Visualization and Manovich

Visualization for humans has been around for at least thousands of years, since the time cave paintings were created by men, women, and children. So it is not a new process at all. The challenge now, is to marry our version of it to the computer in a kind of wedded bliss.This was a rocky road at first, as computers were inadquete to hold all but the most simple forms of data. But the techinques we have come up with, including coding and libraries of multimedia, have develped the models and modes of understanding to new heights.

Manovich contends that another great technique is to save the data in which the order it was created, which shows the change in graphs over time. He calls it a "cultural time series". I conjecture that what he is trying to say is that knowing at what points of time data is created is as important as the data itself. By chronicalling the information and visualizing the history in a condensed format of images, it is possible to come up with data that might have otherwise been hidden and come up with different conclusions. The patterns that show themselves evident have 'media elements', which are normally seperated by time. Thus such mapping is useful for showing variation in the data over time. These are ways visualization can help people come up with solutions that need variables in an ever changing world.

 

 

Comments

I think Manovich's TimeLine is super interesting too. It's definitionally a visualization without reduction since all of the covers are there, but you can't zoom in on any of them. I'm trying to wrap my head around Manovich's apparent preference for quantitative over qualitative reduction. With qualitative reduction, "We throw away %99 of what is specific about each object to represent only %1- in the hope of revealing patterns across this %1 of objects’ characteristics" (Manovich 6). Both authors for this week were obviously concerned with the dangers of qualitative reduction. Even in the direct visualization of TimeLine, though, we lose most of what is specific to each cover in order to show this larger spectrum of color saturation. I do understand the political significance of actually representing each cover as it is--rather than with some graphical primitive--and I guess I ultimately stand with Manovich in thinking that there's no perfect way to visualize.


▸ What the exercise asks:
Filter the data below, keeping only lines that contain "PLEISTOCENE".
[Start of section]
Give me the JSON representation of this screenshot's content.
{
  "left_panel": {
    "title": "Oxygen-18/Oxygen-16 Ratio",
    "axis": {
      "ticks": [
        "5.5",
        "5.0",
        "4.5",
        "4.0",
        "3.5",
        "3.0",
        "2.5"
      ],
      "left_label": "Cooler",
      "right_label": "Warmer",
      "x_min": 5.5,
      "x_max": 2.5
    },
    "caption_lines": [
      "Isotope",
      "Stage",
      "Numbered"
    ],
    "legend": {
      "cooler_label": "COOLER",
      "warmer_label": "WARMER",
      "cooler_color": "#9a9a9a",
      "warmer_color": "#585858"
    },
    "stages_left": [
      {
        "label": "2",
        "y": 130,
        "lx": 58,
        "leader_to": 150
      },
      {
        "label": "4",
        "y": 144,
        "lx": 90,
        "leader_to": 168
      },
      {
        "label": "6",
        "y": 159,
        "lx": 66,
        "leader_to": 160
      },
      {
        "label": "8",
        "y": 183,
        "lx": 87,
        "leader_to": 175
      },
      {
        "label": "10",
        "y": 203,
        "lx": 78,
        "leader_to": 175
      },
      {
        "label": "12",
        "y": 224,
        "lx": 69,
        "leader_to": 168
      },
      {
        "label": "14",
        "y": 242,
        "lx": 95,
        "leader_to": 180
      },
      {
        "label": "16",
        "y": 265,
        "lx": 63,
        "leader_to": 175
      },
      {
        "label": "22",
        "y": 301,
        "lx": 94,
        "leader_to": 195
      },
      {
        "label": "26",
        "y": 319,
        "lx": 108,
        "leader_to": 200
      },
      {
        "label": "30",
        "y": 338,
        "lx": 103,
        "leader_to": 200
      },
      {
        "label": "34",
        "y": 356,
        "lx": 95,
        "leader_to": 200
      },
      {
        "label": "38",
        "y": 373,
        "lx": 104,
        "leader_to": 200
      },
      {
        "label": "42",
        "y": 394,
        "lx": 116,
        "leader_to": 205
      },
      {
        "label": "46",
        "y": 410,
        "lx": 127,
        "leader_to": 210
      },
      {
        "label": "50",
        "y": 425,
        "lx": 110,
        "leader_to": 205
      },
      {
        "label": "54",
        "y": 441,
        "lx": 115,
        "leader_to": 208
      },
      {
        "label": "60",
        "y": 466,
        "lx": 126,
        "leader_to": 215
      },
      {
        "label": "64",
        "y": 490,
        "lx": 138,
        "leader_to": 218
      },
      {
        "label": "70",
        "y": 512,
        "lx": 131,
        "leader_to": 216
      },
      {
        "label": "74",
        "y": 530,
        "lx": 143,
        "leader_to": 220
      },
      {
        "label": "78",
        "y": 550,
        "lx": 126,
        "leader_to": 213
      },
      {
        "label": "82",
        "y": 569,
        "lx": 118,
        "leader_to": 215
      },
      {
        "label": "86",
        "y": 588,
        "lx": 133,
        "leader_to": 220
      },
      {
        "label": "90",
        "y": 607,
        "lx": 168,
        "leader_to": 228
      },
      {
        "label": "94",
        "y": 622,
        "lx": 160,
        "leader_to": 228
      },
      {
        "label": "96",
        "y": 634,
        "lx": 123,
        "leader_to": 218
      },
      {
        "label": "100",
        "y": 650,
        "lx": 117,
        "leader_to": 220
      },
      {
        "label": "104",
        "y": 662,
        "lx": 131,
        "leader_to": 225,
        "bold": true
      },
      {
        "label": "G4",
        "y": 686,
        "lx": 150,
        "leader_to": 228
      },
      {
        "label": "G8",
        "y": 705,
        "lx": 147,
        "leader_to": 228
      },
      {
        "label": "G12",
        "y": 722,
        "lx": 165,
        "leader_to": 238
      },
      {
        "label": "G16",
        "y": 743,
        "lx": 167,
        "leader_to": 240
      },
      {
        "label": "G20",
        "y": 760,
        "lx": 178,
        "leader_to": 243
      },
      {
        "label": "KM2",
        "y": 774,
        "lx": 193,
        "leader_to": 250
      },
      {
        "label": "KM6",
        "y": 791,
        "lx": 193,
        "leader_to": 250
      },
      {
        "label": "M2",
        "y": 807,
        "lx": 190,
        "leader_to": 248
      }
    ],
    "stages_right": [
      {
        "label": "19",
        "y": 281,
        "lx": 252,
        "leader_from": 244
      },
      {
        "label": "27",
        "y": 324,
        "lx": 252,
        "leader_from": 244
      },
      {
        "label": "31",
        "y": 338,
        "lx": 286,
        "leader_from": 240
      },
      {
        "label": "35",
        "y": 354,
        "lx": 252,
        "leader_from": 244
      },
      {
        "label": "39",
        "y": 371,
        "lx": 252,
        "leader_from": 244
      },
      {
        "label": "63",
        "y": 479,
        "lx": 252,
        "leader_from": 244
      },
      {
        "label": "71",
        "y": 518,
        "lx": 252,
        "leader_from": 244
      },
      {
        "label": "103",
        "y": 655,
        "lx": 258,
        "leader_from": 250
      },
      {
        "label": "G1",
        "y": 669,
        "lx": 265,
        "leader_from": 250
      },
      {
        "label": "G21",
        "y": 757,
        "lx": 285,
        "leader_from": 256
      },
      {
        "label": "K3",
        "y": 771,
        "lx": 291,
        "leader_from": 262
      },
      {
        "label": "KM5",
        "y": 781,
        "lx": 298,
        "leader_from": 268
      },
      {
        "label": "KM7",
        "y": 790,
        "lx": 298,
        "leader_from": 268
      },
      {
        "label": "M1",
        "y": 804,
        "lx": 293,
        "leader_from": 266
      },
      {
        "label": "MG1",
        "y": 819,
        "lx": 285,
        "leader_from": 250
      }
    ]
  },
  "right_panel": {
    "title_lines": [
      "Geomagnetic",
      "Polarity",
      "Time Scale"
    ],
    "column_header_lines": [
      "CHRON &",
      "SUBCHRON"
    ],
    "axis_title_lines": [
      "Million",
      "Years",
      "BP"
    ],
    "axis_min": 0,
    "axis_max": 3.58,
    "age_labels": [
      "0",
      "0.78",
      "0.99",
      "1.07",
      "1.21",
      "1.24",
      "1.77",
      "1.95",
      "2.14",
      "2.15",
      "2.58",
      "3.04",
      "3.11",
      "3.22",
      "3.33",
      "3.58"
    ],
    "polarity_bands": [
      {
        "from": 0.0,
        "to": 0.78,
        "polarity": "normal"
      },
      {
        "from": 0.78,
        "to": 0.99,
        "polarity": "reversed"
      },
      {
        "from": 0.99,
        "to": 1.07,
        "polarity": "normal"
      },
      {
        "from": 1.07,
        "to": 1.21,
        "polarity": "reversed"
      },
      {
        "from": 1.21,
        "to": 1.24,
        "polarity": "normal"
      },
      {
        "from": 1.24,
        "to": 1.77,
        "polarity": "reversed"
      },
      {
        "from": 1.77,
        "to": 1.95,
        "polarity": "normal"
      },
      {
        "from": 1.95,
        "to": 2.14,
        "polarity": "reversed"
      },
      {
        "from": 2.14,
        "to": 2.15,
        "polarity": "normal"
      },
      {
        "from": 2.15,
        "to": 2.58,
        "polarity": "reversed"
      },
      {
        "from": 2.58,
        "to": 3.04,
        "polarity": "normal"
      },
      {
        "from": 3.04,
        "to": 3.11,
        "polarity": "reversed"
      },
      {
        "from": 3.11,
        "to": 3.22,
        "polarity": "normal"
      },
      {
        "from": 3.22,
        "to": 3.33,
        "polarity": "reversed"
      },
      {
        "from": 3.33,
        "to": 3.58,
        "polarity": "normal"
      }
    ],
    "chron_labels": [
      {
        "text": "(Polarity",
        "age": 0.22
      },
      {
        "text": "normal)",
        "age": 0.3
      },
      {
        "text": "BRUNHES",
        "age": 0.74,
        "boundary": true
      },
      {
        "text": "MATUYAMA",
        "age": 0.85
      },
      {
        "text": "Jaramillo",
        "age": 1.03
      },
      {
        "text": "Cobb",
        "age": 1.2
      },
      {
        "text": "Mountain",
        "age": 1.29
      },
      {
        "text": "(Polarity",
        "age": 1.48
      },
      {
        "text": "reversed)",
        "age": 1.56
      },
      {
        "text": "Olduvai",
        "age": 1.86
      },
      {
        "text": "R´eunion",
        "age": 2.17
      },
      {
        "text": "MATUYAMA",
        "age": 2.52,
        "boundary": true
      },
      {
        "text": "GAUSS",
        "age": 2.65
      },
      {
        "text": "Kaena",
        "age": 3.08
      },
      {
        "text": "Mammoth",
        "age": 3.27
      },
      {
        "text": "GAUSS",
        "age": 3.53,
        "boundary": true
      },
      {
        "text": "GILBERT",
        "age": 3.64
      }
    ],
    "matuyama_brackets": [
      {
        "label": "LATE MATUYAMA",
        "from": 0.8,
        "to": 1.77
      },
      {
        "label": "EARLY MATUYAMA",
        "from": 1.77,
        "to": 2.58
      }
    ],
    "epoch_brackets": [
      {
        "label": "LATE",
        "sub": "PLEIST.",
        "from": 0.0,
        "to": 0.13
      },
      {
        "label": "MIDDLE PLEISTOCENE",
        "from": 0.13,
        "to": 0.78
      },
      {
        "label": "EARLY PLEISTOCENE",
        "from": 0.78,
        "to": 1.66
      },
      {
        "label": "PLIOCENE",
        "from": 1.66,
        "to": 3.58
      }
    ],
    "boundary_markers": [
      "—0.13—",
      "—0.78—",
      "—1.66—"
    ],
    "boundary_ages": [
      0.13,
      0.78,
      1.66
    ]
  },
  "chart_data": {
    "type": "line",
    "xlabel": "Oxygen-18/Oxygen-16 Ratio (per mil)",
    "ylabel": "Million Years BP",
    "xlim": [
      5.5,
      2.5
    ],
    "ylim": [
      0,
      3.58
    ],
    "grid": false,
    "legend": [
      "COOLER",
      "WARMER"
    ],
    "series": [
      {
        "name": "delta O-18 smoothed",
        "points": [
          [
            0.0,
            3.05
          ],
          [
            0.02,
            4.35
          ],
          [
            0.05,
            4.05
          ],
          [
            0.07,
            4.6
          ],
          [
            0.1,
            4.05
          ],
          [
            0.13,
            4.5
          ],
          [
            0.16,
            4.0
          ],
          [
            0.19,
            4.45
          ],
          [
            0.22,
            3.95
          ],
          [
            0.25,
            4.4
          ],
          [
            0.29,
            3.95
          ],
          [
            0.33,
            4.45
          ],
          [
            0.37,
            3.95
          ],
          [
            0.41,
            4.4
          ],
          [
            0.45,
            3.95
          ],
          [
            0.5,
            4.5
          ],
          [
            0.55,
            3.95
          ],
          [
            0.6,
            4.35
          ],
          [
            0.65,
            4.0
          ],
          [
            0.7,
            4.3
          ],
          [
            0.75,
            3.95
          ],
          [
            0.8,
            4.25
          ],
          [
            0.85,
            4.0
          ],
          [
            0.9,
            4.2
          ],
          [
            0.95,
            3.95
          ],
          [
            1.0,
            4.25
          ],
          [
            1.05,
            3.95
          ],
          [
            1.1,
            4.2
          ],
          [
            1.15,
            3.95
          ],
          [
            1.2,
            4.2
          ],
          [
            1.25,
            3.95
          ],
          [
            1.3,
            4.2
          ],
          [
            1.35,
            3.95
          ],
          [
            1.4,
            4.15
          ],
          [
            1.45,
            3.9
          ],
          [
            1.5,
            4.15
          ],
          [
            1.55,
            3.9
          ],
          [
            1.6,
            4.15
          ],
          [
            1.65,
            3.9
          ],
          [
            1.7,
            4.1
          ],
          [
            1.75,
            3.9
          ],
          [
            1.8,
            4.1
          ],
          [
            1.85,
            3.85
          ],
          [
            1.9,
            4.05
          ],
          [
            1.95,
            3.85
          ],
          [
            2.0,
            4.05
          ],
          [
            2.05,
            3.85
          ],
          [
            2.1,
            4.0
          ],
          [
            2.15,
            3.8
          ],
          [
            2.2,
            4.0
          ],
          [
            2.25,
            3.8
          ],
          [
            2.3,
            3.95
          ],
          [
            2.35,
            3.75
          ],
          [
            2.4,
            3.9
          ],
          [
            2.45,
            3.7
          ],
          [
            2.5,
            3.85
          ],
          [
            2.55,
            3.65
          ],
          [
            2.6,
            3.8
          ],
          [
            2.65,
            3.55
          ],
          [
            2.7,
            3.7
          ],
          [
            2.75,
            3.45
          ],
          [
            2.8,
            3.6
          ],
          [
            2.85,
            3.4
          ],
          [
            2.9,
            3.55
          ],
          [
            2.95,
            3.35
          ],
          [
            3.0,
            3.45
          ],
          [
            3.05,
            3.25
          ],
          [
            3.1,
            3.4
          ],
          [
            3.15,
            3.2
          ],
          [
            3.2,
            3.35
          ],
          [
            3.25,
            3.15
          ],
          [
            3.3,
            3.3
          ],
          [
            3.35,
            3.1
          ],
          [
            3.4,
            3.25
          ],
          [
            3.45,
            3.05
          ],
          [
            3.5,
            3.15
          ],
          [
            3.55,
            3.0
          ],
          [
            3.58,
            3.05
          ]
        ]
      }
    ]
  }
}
[End of section]
▸ Task answer:
        "label": "MIDDLE PLEISTOCENE",
        "label": "EARLY PLEISTOCENE",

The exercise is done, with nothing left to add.